They had congratulated me on my article about the last Queen show at Wembley and I knew that was very unusual. Among journalists, like among writers, jealousy flew freely. No matter how much you liked a review, the praises were quite unusual in the press.
I received the praises with obvious pleasure because probably was the harder review I wrote so far. I had lived through very bizarre shows but not like this one. And the biggest difficulty was that damn Killer. Not writing about her 5 minutes performance would have been stupid. Writing too much about her, a real heresy. So I had to find the balance to put down what those 12.500 souls at Wembley could witness. Killer had got it. For some days I had the writers block.
Stieg Magnusson, Evening Standard's editor in chief saw something in my words to her that exceded the simple journalist remark.
- Do you know her?
- Yes, sure. She's Freddie's costume...
- I don't mean that. If you know her in other context. If you are friends.
- Hmmm... Sometimes -I let out a sad smile.
- Polley, are you aware our switchboard had overwhelmed? Everybody is asking about Nina Barron's record.
- It's understandable. She could do it if she liked. I think she could do anything.
Despite between Killer and I funnily enough had begun the war formally speaking and we were moving still in that difused field of tensed calm before unload, my words could only be loving. Not love for her, sure. Love for music. If Stalin had got on that stage and his key notes would make me levitate, I would also feel love. An evil and depraved person, manipulative, envious and destroyer as Killer was able to make our hearts beating like drums, all at the same time.
I wrote a paragraph of five lines about her, not one more word. Just five lines. I was writing about Queen and nothing else could exist to eclipse them. Of course in my article it would be like this. But Killer deserved I could try to explain her the best I could.

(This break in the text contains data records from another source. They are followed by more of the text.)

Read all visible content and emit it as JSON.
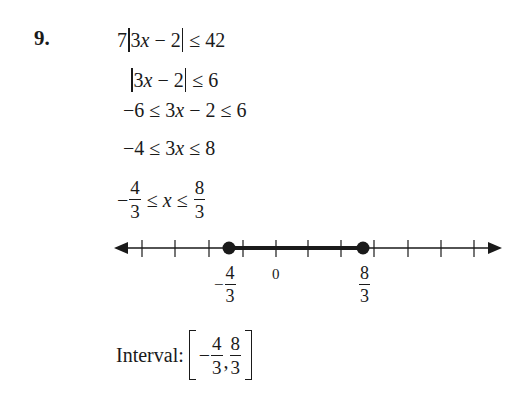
{
  "problem": {
    "number": "9.",
    "steps": [
      {
        "coef": "7",
        "inner": "3x − 2",
        "rhs": "≤ 42"
      },
      {
        "inner": "3x − 2",
        "rhs": "≤ 6"
      },
      {
        "text_a": "−6 ≤ 3",
        "var": "x",
        "text_b": " − 2 ≤ 6"
      },
      {
        "text_a": "−4 ≤ 3",
        "var": "x",
        "text_b": " ≤ 8"
      },
      {
        "neg": "−",
        "num1": "4",
        "den1": "3",
        "mid_a": " ≤ ",
        "var": "x",
        "mid_b": " ≤ ",
        "num2": "8",
        "den2": "3"
      }
    ]
  },
  "number_line": {
    "tick_labels": {
      "left_neg": "−",
      "left_num": "4",
      "left_den": "3",
      "zero": "0",
      "right_num": "8",
      "right_den": "3"
    },
    "closed_endpoints": [
      "-4/3",
      "8/3"
    ],
    "shaded_interval": "[-4/3, 8/3]",
    "tick_count": 11
  },
  "interval": {
    "label": "Interval:",
    "neg": "−",
    "num1": "4",
    "den1": "3",
    "comma": ",",
    "num2": "8",
    "den2": "3"
  }
}
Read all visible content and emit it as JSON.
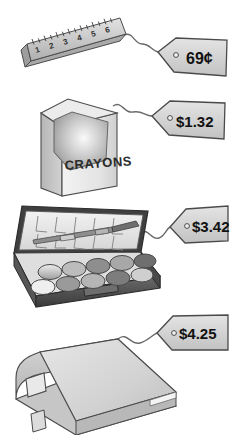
{
  "scene": {
    "title": "School supplies with price tags",
    "background_color": "#ffffff",
    "ink_color": "#333333"
  },
  "items": [
    {
      "id": "ruler",
      "name": "ruler",
      "icon": "ruler-icon",
      "price": "69¢",
      "ruler_marks": [
        "1",
        "2",
        "3",
        "4",
        "5",
        "6"
      ],
      "body_color": "#c9c9c9",
      "edge_color": "#8f8f8f"
    },
    {
      "id": "crayons",
      "name": "crayon box",
      "icon": "crayon-box-icon",
      "label": "CRAYONS",
      "price": "$1.32",
      "body_color": "#e8e8e8",
      "side_color": "#c2c2c2",
      "inner_color": "#a8a8a8"
    },
    {
      "id": "paint-set",
      "name": "watercolor paint set",
      "icon": "paint-set-icon",
      "price": "$3.42",
      "pan_count": 10,
      "case_color": "#4a4a4a",
      "lid_color": "#e4e4e4",
      "pan_colors": [
        "#d9d9d9",
        "#c0c0c0",
        "#8e8e8e",
        "#a6a6a6",
        "#6f6f6f",
        "#efefef",
        "#9a9a9a",
        "#b5b5b5",
        "#7d7d7d",
        "#cfcfcf"
      ]
    },
    {
      "id": "binder",
      "name": "three ring binder",
      "icon": "binder-icon",
      "price": "$4.25",
      "body_color": "#cfcfcf",
      "cover_color": "#dcdcdc",
      "spine_color": "#bdbdbd"
    }
  ],
  "tag": {
    "fill_color": "#d5d5d5",
    "stroke_color": "#4a4a4a",
    "string_color": "#555555"
  }
}
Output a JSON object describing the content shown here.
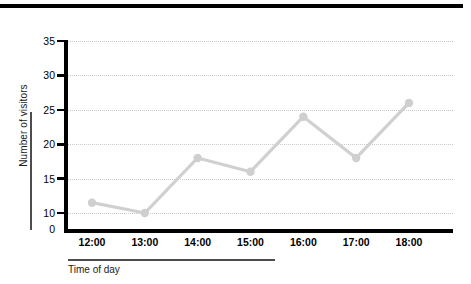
{
  "chart_data": {
    "type": "line",
    "title": "",
    "xlabel": "Time of day",
    "ylabel": "Number of visitors",
    "categories": [
      "12:00",
      "13:00",
      "14:00",
      "15:00",
      "16:00",
      "17:00",
      "18:00"
    ],
    "values": [
      11.5,
      10,
      18,
      16,
      24,
      18,
      26
    ],
    "series": [
      {
        "name": "Number of visitors",
        "values": [
          11.5,
          10,
          18,
          16,
          24,
          18,
          26
        ]
      }
    ],
    "ylim": [
      0,
      35
    ],
    "yticks": [
      0,
      10,
      15,
      20,
      25,
      30,
      35
    ],
    "ytick_labels": [
      "0",
      "10",
      "15",
      "20",
      "25",
      "30",
      "35"
    ],
    "xtick_labels": [
      "12:00",
      "13:00",
      "14:00",
      "15:00",
      "16:00",
      "17:00",
      "18:00"
    ],
    "grid": "horizontal-dotted",
    "legend": "none",
    "line_color": "#d0d0d0",
    "marker_color": "#cfcfcf",
    "axis_color": "#000000",
    "grid_color": "#c9c9c9",
    "marker": "circle"
  },
  "colors": {
    "line": "#d0d0d0",
    "marker": "#cfcfcf",
    "axis": "#000000",
    "grid": "#c9c9c9",
    "rule": "#4d4d4d",
    "text": "#000000",
    "background": "#ffffff"
  }
}
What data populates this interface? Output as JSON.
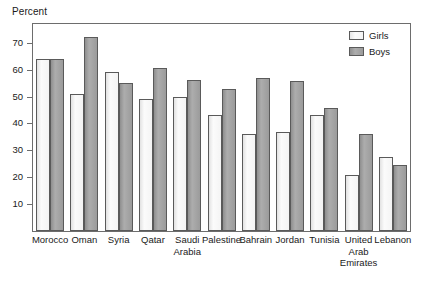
{
  "chart_data": {
    "type": "bar",
    "title": "",
    "subtitle": "",
    "xlabel": "",
    "ylabel": "Percent",
    "ylim": [
      0,
      77
    ],
    "yticks": [
      10,
      20,
      30,
      40,
      50,
      60,
      70
    ],
    "ytick_labels": [
      "10",
      "20",
      "30",
      "40",
      "50",
      "60",
      "70"
    ],
    "grid": false,
    "legend_position": "top-right",
    "categories": [
      "Morocco",
      "Oman",
      "Syria",
      "Qatar",
      "Saudi Arabia",
      "Palestine",
      "Bahrain",
      "Jordan",
      "Tunisia",
      "United Arab Emirates",
      "Lebanon"
    ],
    "category_label_lines": [
      [
        "Morocco"
      ],
      [
        "Oman"
      ],
      [
        "Syria"
      ],
      [
        "Qatar"
      ],
      [
        "Saudi",
        "Arabia"
      ],
      [
        "Palestine"
      ],
      [
        "Bahrain"
      ],
      [
        "Jordan"
      ],
      [
        "Tunisia"
      ],
      [
        "United",
        "Arab",
        "Emirates"
      ],
      [
        "Lebanon"
      ]
    ],
    "series": [
      {
        "name": "Girls",
        "color": "#f4f4f4",
        "values": [
          64,
          51,
          59,
          49.2,
          50,
          43,
          36,
          37,
          43,
          21,
          27.5
        ]
      },
      {
        "name": "Boys",
        "color": "#9b9b9b",
        "values": [
          64,
          72,
          55,
          60.5,
          56,
          53,
          57,
          55.8,
          45.7,
          36,
          24.5
        ]
      }
    ]
  },
  "legend": {
    "items": [
      {
        "label": "Girls",
        "swatch": "girls"
      },
      {
        "label": "Boys",
        "swatch": "boys"
      }
    ]
  },
  "axes": {
    "y_axis_title": "Percent"
  },
  "colors": {
    "frame": "#6d6d6d",
    "bar_outline": "#5a5a5a",
    "girls_fill": "#f4f4f4",
    "boys_fill": "#9b9b9b",
    "text": "#1a1a1a",
    "background": "#ffffff"
  }
}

Besides, there was the unquestionable fact of her miscarriage and I felt that's justified a respite in our war declaration. I felt so sorry for her and I felt like I could feel her own pain. It wasn't hard for me. My fucking empathy.
- You too?
Mary's invitation to having tea in her flat and having that meeting that we've been postponed such a long time, suited me fine now. She had the Evening Standard folded in showbiz page. Mark had chosen Freddie's photo throwing his robe on the floor wearing his short lamé red catsuit.
- What?
- You're reading the article too.
- I read all your articles. I've always read them.
- Really?
- Uh-huh. At first I did it to calm my pain, ignoring the enemy was not an option for me.